You prob­a­bly will ask your­self why I am going to the nit­ty-grit­ty here. Well, here the bootScore Tuto­r­i­al has thank­ful­ly thought ahead. But first things first:

bootScore brings sophis­ti­cat­ed options for the page foot­er: 6+1 ‘foot­ers’ are avail­able, which togeth­er form one large foot­er area:

  • a trans­verse main area,
  • below that, four small­er sec­tions, arranged side by side,
  • again below a foot­er menu
  • and final­ly below that the “Copy­right-Area”.

We can fill these sec­tions via Appearance/Widgets.

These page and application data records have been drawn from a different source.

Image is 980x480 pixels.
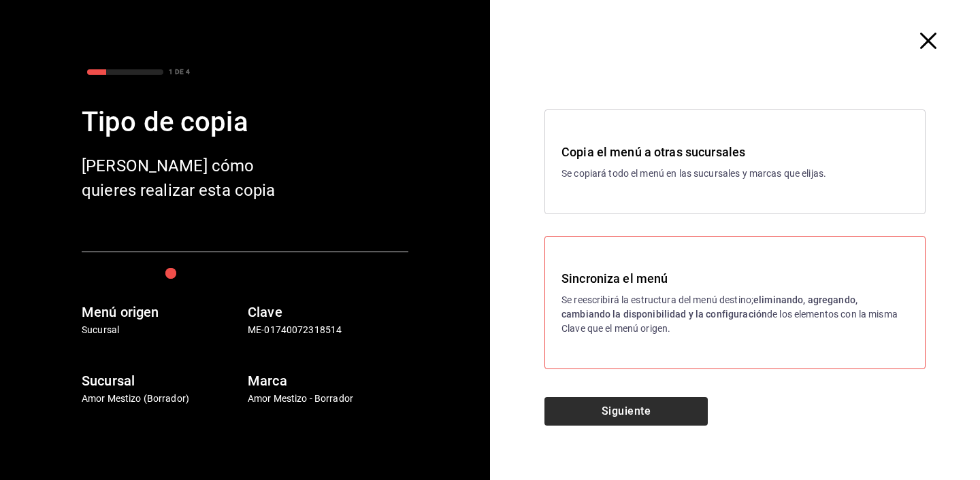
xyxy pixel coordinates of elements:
[562,269,909,288] h3: Sincroniza el menú
[544,397,707,426] button: Siguiente
[81,392,243,406] p: Amor Mestizo (Borrador)
[81,370,243,392] h6: Sucursal
[562,143,909,161] h3: Copia el menú a otras sucursales
[169,67,189,77] div: 1 DE 4
[562,166,909,181] p: Se copiará todo el menú en las sucursales y marcas que elijas.
[81,302,243,323] h6: Menú origen
[248,370,408,392] h6: Marca
[81,153,299,203] div: [PERSON_NAME] cómo quieres realizar esta copia
[81,102,408,143] div: Tipo de copia
[81,323,243,338] p: Sucursal
[248,323,408,338] p: ME-01740072318514
[248,302,408,323] h6: Clave
[562,293,909,336] p: Se reescribirá la estructura del menú destino; de los elementos con la misma Clave que el menú or...
[248,392,408,406] p: Amor Mestizo - Borrador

For doing so, bootScore rec­om­mends us,

  • not to use the foot­er menu for impor­tant stuff nor foot­er sec­tion 4, because both would occa­sion­al­ly be over­lapped by the cook­ie dia­log on small­er screens
  • to use, instead, Foot­er sub­sec­tions 1 through 3 for pre­sent­ing legal and com­mu­nica­tive core aspects.

This way, an order nat­u­ral­ly emerges:

  • What we want to promi­nent­ly dis­play is above every­thing.
  • We men­tion the imprint and the data pro­tec­tion con­cept on the far left, in the direc­tion of read­ing, for mit­i­gat­ing the risk to be accused of ‘hid­ing’ them.
  • We ful­fill (and set) our license oblig­a­tion next to it, in the sec­ond field, because the legal con­text is already set.
  • Refer­ring to our oth­er social media chan­nels in the third field, is still with­in our read­ers’ expec­ta­tions, too.
  • And the fact that the inci­den­tal is some­times over­laid in the fourth field is accept­able.

And the copy­right line? Or the foot­er menu? More about that lat­er and sep­a­rate­ly.


And how does this …

… sup­port our migra­tion to bootScore? Well, if a web design­er must aban­don her cur­rent Word­Press theme, she needs a replace­ment. A free ‘off-the-shelf’ theme, she prob­a­bly wants to per­son­al­ize. First a bit cos­met­i­cal­ly, then in terms of the gray val­ue of her pages, mul­ti­lin­gual­ism and inter­nal ref­er­ence tech­niques and link­ing. Final­ly, she per­haps enables spe­cial foot­ers, a sec­ondary menu or a copy­right notice before check­ing the SEO fea­tures of the select­ed theme. This is a way that this post sup­ports too.